Friday, April 11, 2025

Osama Chami and Enrique Gimeno Pedrós | El joven Diego (Young Diego) / 2021

the cannibal

by Douglas Messerli

 

Osama Chami and Enrique Gimeno Pedrós (screenwriters and directors) El joven Diego (Young Diego) / 2021 [7 minutes] 

 

Living as we do in a world of the virtual, have we forgotten the realities of “real” or actual behavior with its often terrifying results? Do we now perceive true statements as being merely metaphors of experience?

     These are the kinds of questions that Spanish director Osama Chami, the former production assistant to Pedro Almodóvar and his filmmaking partner Enrique Gimeno Pedrós ask in their 2021 work Young Diego. As in their earlier film, According to Mateo, it is clear that these two writers/directors are interested in exploring the grey area between pleasure and pain, or even experiences of life and death.


     The titular young Diego (Iván Pellicer) is sitting in a café, evidently the meet-up place he has arranged with an older man (Quim Ramos). His cellphone rings and, as he picks it up, immediately cuts off, the voice the man heard without apparently even Diego being able to see him, since he asks if he is watching him?

     The man is surprised that the boy has remained, expecting him to go. But Diego explains that he is staying, the man having previously told him that if he ever gets truly depressed, he should look him up; he would know what to do. The man asks again if he remembers what he told him that he wanted to do. Yes, Diego recalls, “You want to eat me.”
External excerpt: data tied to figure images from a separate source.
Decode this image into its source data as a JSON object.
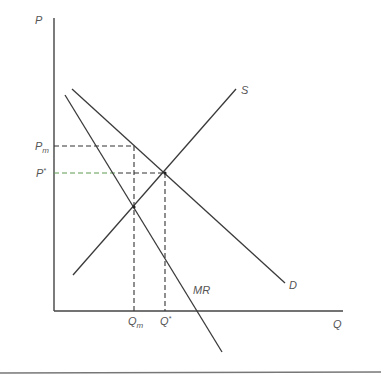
{
  "diagram": {
    "colors": {
      "axis": "#444444",
      "curve": "#3a3a3a",
      "dash": "#333333",
      "dash_green": "#5e9a52",
      "label": "#555555",
      "rule": "#777777"
    },
    "axes": {
      "y_label": "P",
      "x_label": "Q"
    },
    "curves": {
      "supply": {
        "label": "S",
        "x1": 73,
        "y1": 275,
        "x2": 236,
        "y2": 89
      },
      "demand": {
        "label": "D",
        "x1": 72,
        "y1": 89,
        "x2": 285,
        "y2": 283
      },
      "marginal_revenue": {
        "label": "MR",
        "x1": 65,
        "y1": 95,
        "x2": 222,
        "y2": 352
      }
    },
    "price_labels": {
      "monopoly": {
        "base": "P",
        "sub": "m"
      },
      "competitive": {
        "base": "P",
        "sup": "*"
      }
    },
    "quantity_labels": {
      "monopoly": {
        "base": "Q",
        "sub": "m"
      },
      "competitive": {
        "base": "Q",
        "sup": "*"
      }
    }
  }
}
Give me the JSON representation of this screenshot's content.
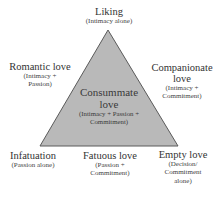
{
  "diagram": {
    "colors": {
      "triangle_fill": "#b9b9b9",
      "triangle_stroke": "#5a5a5a",
      "text": "#333333"
    },
    "apex": {
      "title": "Liking",
      "subtitle": "(Intimacy alone)"
    },
    "left_side": {
      "title": "Romantic love",
      "subtitle_line1": "(Intimacy +",
      "subtitle_line2": "Passion)"
    },
    "right_side": {
      "title_line1": "Companionate",
      "title_line2": "love",
      "subtitle_line1": "(Intimacy +",
      "subtitle_line2": "Commitment)"
    },
    "center": {
      "title_line1": "Consummate",
      "title_line2": "love",
      "subtitle_line1": "(Intimacy + Passion +",
      "subtitle_line2": "Commitment)"
    },
    "bottom_left": {
      "title": "Infatuation",
      "subtitle": "(Passion alone)"
    },
    "bottom_center": {
      "title": "Fatuous love",
      "subtitle_line1": "(Passion +",
      "subtitle_line2": "Commitment)"
    },
    "bottom_right": {
      "title": "Empty love",
      "subtitle_line1": "(Decision/",
      "subtitle_line2": "Commitment",
      "subtitle_line3": "alone)"
    }
  }
}
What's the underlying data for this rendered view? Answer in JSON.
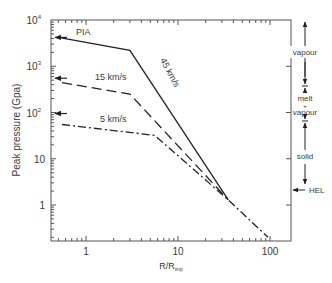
{
  "chart_data": {
    "type": "line",
    "title": "",
    "xlabel": "R/R",
    "xlabel_sub": "imp",
    "ylabel": "Peak pressure (Gpa)",
    "xscale": "log",
    "yscale": "log",
    "xlim": [
      0.42,
      160
    ],
    "ylim": [
      0.16,
      10000
    ],
    "grid": false,
    "x_ticks": [
      {
        "value": 1,
        "label": "1"
      },
      {
        "value": 10,
        "label": "10"
      },
      {
        "value": 100,
        "label": "100"
      }
    ],
    "y_ticks": [
      {
        "value": 1,
        "label": "1",
        "sup": ""
      },
      {
        "value": 10,
        "label": "10",
        "sup": ""
      },
      {
        "value": 100,
        "label": "10",
        "sup": "2"
      },
      {
        "value": 1000,
        "label": "10",
        "sup": "3"
      },
      {
        "value": 10000,
        "label": "10",
        "sup": "4"
      }
    ],
    "series": [
      {
        "name": "45 km/s",
        "label": "45 km/s",
        "style": "solid",
        "points": [
          [
            0.5,
            4200
          ],
          [
            3.0,
            2200
          ],
          [
            35,
            1.3
          ]
        ]
      },
      {
        "name": "15 km/s",
        "label": "15 km/s",
        "style": "dashed",
        "points": [
          [
            0.55,
            440
          ],
          [
            3.0,
            250
          ],
          [
            35,
            1.3
          ]
        ]
      },
      {
        "name": "5 km/s",
        "label": "5 km/s",
        "style": "dashdot",
        "points": [
          [
            0.55,
            55
          ],
          [
            5.6,
            32
          ],
          [
            35,
            1.3
          ],
          [
            95,
            0.2
          ]
        ]
      }
    ],
    "annotations": {
      "left_arrows": [
        {
          "label": "PIA",
          "y": 4200
        },
        {
          "label": "",
          "y": 550
        },
        {
          "label": "",
          "y": 95
        }
      ],
      "right_regimes": [
        {
          "label": "vapour",
          "y_from": 10000,
          "y_to": 600
        },
        {
          "label_lines": [
            "melt",
            "+",
            "vapour"
          ],
          "y_from": 600,
          "y_to": 90
        },
        {
          "label": "solid",
          "y_from": 90,
          "y_to": 3
        },
        {
          "label": "HEL",
          "y": 2.5
        }
      ]
    }
  }
}
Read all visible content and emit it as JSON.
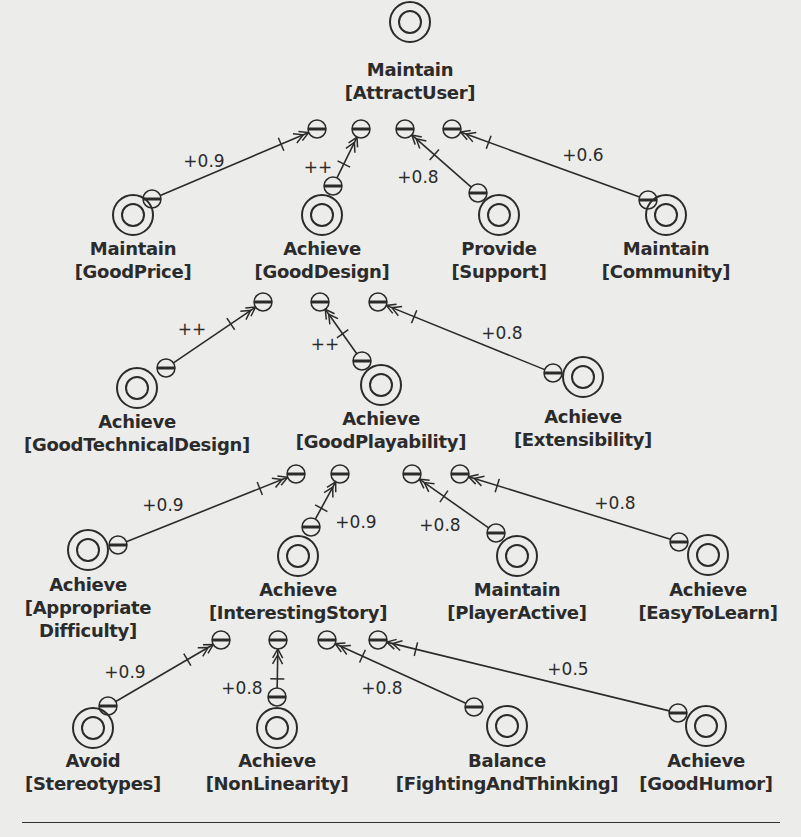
{
  "diagram": {
    "title_goal": "Maintain [AttractUser]",
    "colors": {
      "ink": "#2b2b2b",
      "background": "#ececea"
    },
    "goals": [
      {
        "id": "attract_user",
        "keyword": "Maintain",
        "name": "[AttractUser]"
      },
      {
        "id": "good_price",
        "keyword": "Maintain",
        "name": "[GoodPrice]"
      },
      {
        "id": "good_design",
        "keyword": "Achieve",
        "name": "[GoodDesign]"
      },
      {
        "id": "support",
        "keyword": "Provide",
        "name": "[Support]"
      },
      {
        "id": "community",
        "keyword": "Maintain",
        "name": "[Community]"
      },
      {
        "id": "good_technical_design",
        "keyword": "Achieve",
        "name": "[GoodTechnicalDesign]"
      },
      {
        "id": "good_playability",
        "keyword": "Achieve",
        "name": "[GoodPlayability]"
      },
      {
        "id": "extensibility",
        "keyword": "Achieve",
        "name": "[Extensibility]"
      },
      {
        "id": "appropriate_difficulty",
        "keyword": "Achieve",
        "name": "[Appropriate Difficulty]",
        "name_lines": [
          "[Appropriate",
          "Difficulty]"
        ]
      },
      {
        "id": "interesting_story",
        "keyword": "Achieve",
        "name": "[InterestingStory]"
      },
      {
        "id": "player_active",
        "keyword": "Maintain",
        "name": "[PlayerActive]"
      },
      {
        "id": "easy_to_learn",
        "keyword": "Achieve",
        "name": "[EasyToLearn]"
      },
      {
        "id": "stereotypes",
        "keyword": "Avoid",
        "name": "[Stereotypes]"
      },
      {
        "id": "non_linearity",
        "keyword": "Achieve",
        "name": "[NonLinearity]"
      },
      {
        "id": "fighting_and_thinking",
        "keyword": "Balance",
        "name": "[FightingAndThinking]"
      },
      {
        "id": "good_humor",
        "keyword": "Achieve",
        "name": "[GoodHumor]"
      }
    ],
    "contributions": [
      {
        "from": "good_price",
        "to": "attract_user",
        "weight": "+0.9"
      },
      {
        "from": "good_design",
        "to": "attract_user",
        "weight": "++"
      },
      {
        "from": "support",
        "to": "attract_user",
        "weight": "+0.8"
      },
      {
        "from": "community",
        "to": "attract_user",
        "weight": "+0.6"
      },
      {
        "from": "good_technical_design",
        "to": "good_design",
        "weight": "++"
      },
      {
        "from": "good_playability",
        "to": "good_design",
        "weight": "++"
      },
      {
        "from": "extensibility",
        "to": "good_design",
        "weight": "+0.8"
      },
      {
        "from": "appropriate_difficulty",
        "to": "good_playability",
        "weight": "+0.9"
      },
      {
        "from": "interesting_story",
        "to": "good_playability",
        "weight": "+0.9"
      },
      {
        "from": "player_active",
        "to": "good_playability",
        "weight": "+0.8"
      },
      {
        "from": "easy_to_learn",
        "to": "good_playability",
        "weight": "+0.8"
      },
      {
        "from": "stereotypes",
        "to": "interesting_story",
        "weight": "+0.9"
      },
      {
        "from": "non_linearity",
        "to": "interesting_story",
        "weight": "+0.8"
      },
      {
        "from": "fighting_and_thinking",
        "to": "interesting_story",
        "weight": "+0.8"
      },
      {
        "from": "good_humor",
        "to": "interesting_story",
        "weight": "+0.5"
      }
    ]
  }
}
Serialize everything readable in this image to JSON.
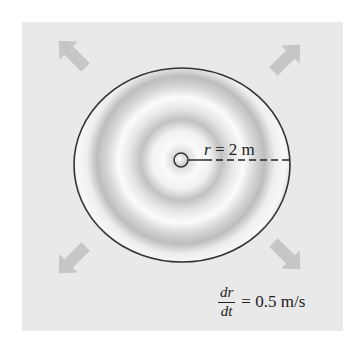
{
  "figure": {
    "colors": {
      "background": "#ffffff",
      "panel": "#e9e9e9",
      "disc_fill": "#f3f3f3",
      "ring_shade": "#b5b5b5",
      "outline": "#333333",
      "arrow": "#c6c6c6",
      "text": "#222222"
    },
    "radius_label": {
      "variable": "r",
      "equals": " = ",
      "value": "2 m"
    },
    "rate_label": {
      "numerator": "dr",
      "denominator": "dt",
      "equals": "= ",
      "value": "0.5 m/s"
    },
    "arrows": [
      {
        "name": "arrow-up-left",
        "direction": "northwest"
      },
      {
        "name": "arrow-up-right",
        "direction": "northeast"
      },
      {
        "name": "arrow-down-left",
        "direction": "southwest"
      },
      {
        "name": "arrow-down-right",
        "direction": "southeast"
      }
    ]
  }
}
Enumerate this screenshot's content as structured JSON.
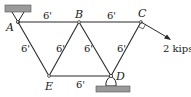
{
  "diagram": {
    "type": "truss",
    "nodes": [
      {
        "id": "A",
        "label": "A"
      },
      {
        "id": "B",
        "label": "B"
      },
      {
        "id": "C",
        "label": "C"
      },
      {
        "id": "D",
        "label": "D"
      },
      {
        "id": "E",
        "label": "E"
      }
    ],
    "members": [
      {
        "from": "A",
        "to": "B",
        "length_label": "6'"
      },
      {
        "from": "B",
        "to": "C",
        "length_label": "6'"
      },
      {
        "from": "A",
        "to": "E",
        "length_label": "6'"
      },
      {
        "from": "E",
        "to": "B",
        "length_label": "6'"
      },
      {
        "from": "B",
        "to": "D",
        "length_label": "6'"
      },
      {
        "from": "E",
        "to": "D",
        "length_label": "6'"
      },
      {
        "from": "C",
        "to": "D",
        "length_label": "6'"
      }
    ],
    "supports": [
      {
        "node": "A",
        "type": "pin",
        "ground": "top"
      },
      {
        "node": "D",
        "type": "pin",
        "ground": "bottom"
      }
    ],
    "load": {
      "node": "C",
      "label": "2 kips",
      "direction": "perpendicular to CD",
      "right_angle_marker": true
    }
  }
}
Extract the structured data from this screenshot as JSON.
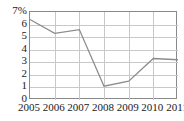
{
  "chart_data": {
    "type": "line",
    "title": "",
    "xlabel": "",
    "ylabel": "",
    "categories": [
      "2005",
      "2006",
      "2007",
      "2008",
      "2009",
      "2010",
      "2011"
    ],
    "values": [
      6.4,
      5.3,
      5.6,
      1.1,
      1.5,
      3.3,
      3.2
    ],
    "series": [
      {
        "name": "",
        "values": [
          6.4,
          5.3,
          5.6,
          1.1,
          1.5,
          3.3,
          3.2
        ]
      }
    ],
    "ylim": [
      0,
      7
    ],
    "xlim": [
      "2005",
      "2011"
    ],
    "y_ticks": [
      "0",
      "1",
      "2",
      "3",
      "4",
      "5",
      "6",
      "7%"
    ],
    "y_tick_values": [
      0,
      1,
      2,
      3,
      4,
      5,
      6,
      7
    ],
    "y_unit": "%",
    "x_ticks": [
      "2005",
      "2006",
      "2007",
      "2008",
      "2009",
      "2010",
      "2011"
    ],
    "grid": true,
    "legend": "none",
    "line_color": "#8c8c8c",
    "grid_color": "#c8c8c8",
    "axis_color": "#8a8a8a",
    "text_color": "#1a1a1a",
    "background": "#ffffff"
  }
}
      The man explores the statement. What did you think? Did it turn you on? Diego replies only that he thought it was “strange.”

      “Do you like me?"

      Diego responds, “I like your voice. Do you like me?"

    The man explains that he has been watching the boy since he arrived. He imagines his dry and bruised lips. His fingernails that are no longer there since he bitten them off. It turns him on. “I’m hard right now.”


     When the voice tells him that he really likes him, the depressed boy begins to sob, the man telling him not to make a scene, that he must stop.

      A man enters the shop and quickly moves to Diego’s table, sitting down across from him, explaining to him that he is there to calm him down. “We can’t draw attention.”

      Diego stops, apologizing. He didn’t imagine him like he is: tall and handsome.

      “Are you scared?”

      Diego pauses, but responds in the negative, the man reassuring himself of Diego’s resolve, “If you don’t want to go ahead we don’t have to do it now.” They agree, the man will leave first and Diego will follow.


      

     But suddenly we realize Diego’s lack of comprehension, asking if he might drop him off afterwards to pick up his bicycle. The man asks for the key to the lock to see if the bike might fit into the back of his grey car. Because of several clips interleaved into the scenes throughout this conversation, we already know that the bike does fit and that likely Diego will not return. But does he perceive that? What does he imagine their encounter might consist of? Does he imagine a kind of S&M experience? Certainly, he seems not to have taken the man’s words literally.

        The question remains: should we?

 

Los Angeles, December 18, 2022

Reprinted from World Cinema Review (December 2022).